Pantera channeled its form of insanity into 1992’s “Vulgar Display of Power,” ranked 10th on the list of 100 Greatest Metal Albums of All Time by Rolling Stone. The latter also ranked the band’s followers as “the ugliest fans in the world.”
“A lot of them are, and they’re proud of it,” Paul told the PG in 1994, before Pantera headlined that summer’s heaviest tour with Biohazard and Sepultura at Star Lake. The PG called it “more brutal than a Manson family picnic.”
One of the Pantera uglies was Ozzy Osbourne himself, and that connection was in full swing with the band’s trips to Pittsburgh to play Ozzfest (in 1997 and 2000) and also 1999 with Black Sabbath at the Civic Arena, which, according to the PG review, “showed how far the metal scene has drifted toward aggression since the days of ‘Paranoid.’”
If you were at the Arena on March 6, 2001, you saw the final Pittsburgh Pantera show with the Abbott brothers. After finishing that tour supporting ninth album “Reinventing the Steel,” the band took a break in Japan in August. During that time, Anselmo launched the side project Down, to go with his other side project, Superjoint Ritual.
Putting Pantera on hold did not sit well with the rest of the band and what ensued was a nasty war of words, especially between Dimebag and Anselmo, who threw accusations of drunkenness and drug abuse back and forth in the press.

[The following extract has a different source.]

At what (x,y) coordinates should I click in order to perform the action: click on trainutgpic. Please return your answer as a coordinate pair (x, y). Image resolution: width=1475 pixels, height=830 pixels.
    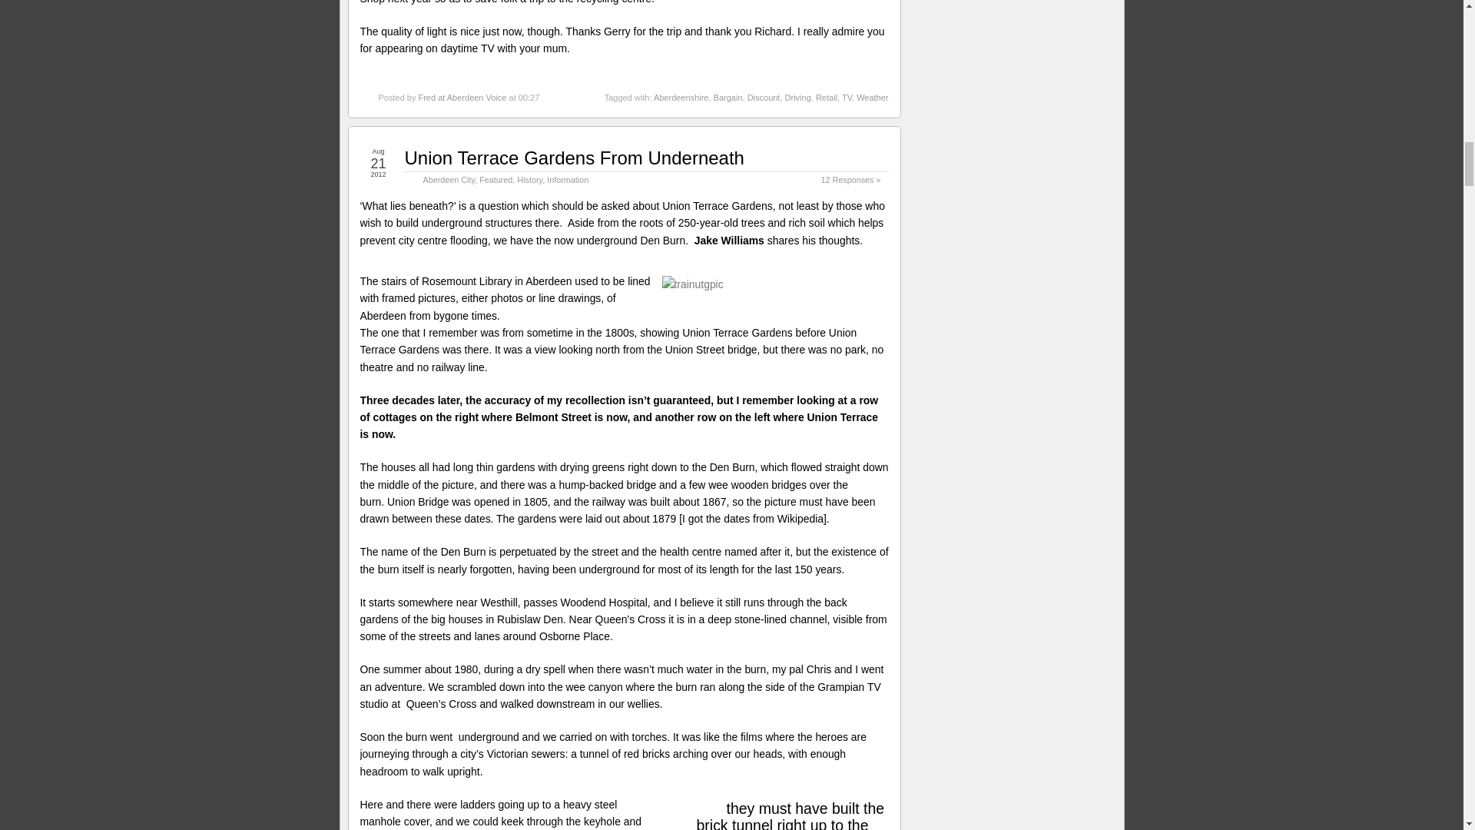
    Looking at the image, I should click on (777, 284).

They called it quits in November 2003.
In December 2004, 10 days after Damageplan, the new band from the Abbott brothers, played the Rock Club at Station Square, Dimebag was shot and killed by a deranged fan with incoherent motives at a Columbus nightclub.
Paul, who went on to play in the supergroup Hellyeah, never reconciled with Anselmo for his harsh words about Dimebag and resisted any talk of a reunion, saying that without his brother, “it just doesn't make any sense.” He died from heart disease in 2018 at 54.
The half-Pantera
To some of those “ugly” fans, what’s followed is a “cash grab” — there’s no Pantera without the Abbott brothers. So right now, there’s no Pantera even if Anselmo and Brown have been calling it that since a 2022 tour with Wylde and Anthrax drummer Charlie Benante.
They’ve now played more than 100 shows together, one of them at Star Lake in July 2023.
There was no shortage of love for Pantera in Birmingham, where Anselmo took the stage saying, “This set goes out to Dimebag and Vince, and all you massive Black Sabbath people out there. We love you all, man.”
Then, one of the most intense, no-fun bands of the long day raged through “Cowboys from Hell” and “Walk” before slapping fans with two Sabbath covers, “Planet Caravan” and “Electric Funeral.”
Who had the best time there? It seemed to be actor Jason Momoa, who looked happier than a pig in mud mixing it up in the pit.
Now, starting in Burgettstown, Pantera takes that “Game of Thrones” energy on the road.
The show is at 7 p.m. July 15 with Amon Amarth. Tickets are $31; ticketmaster.com.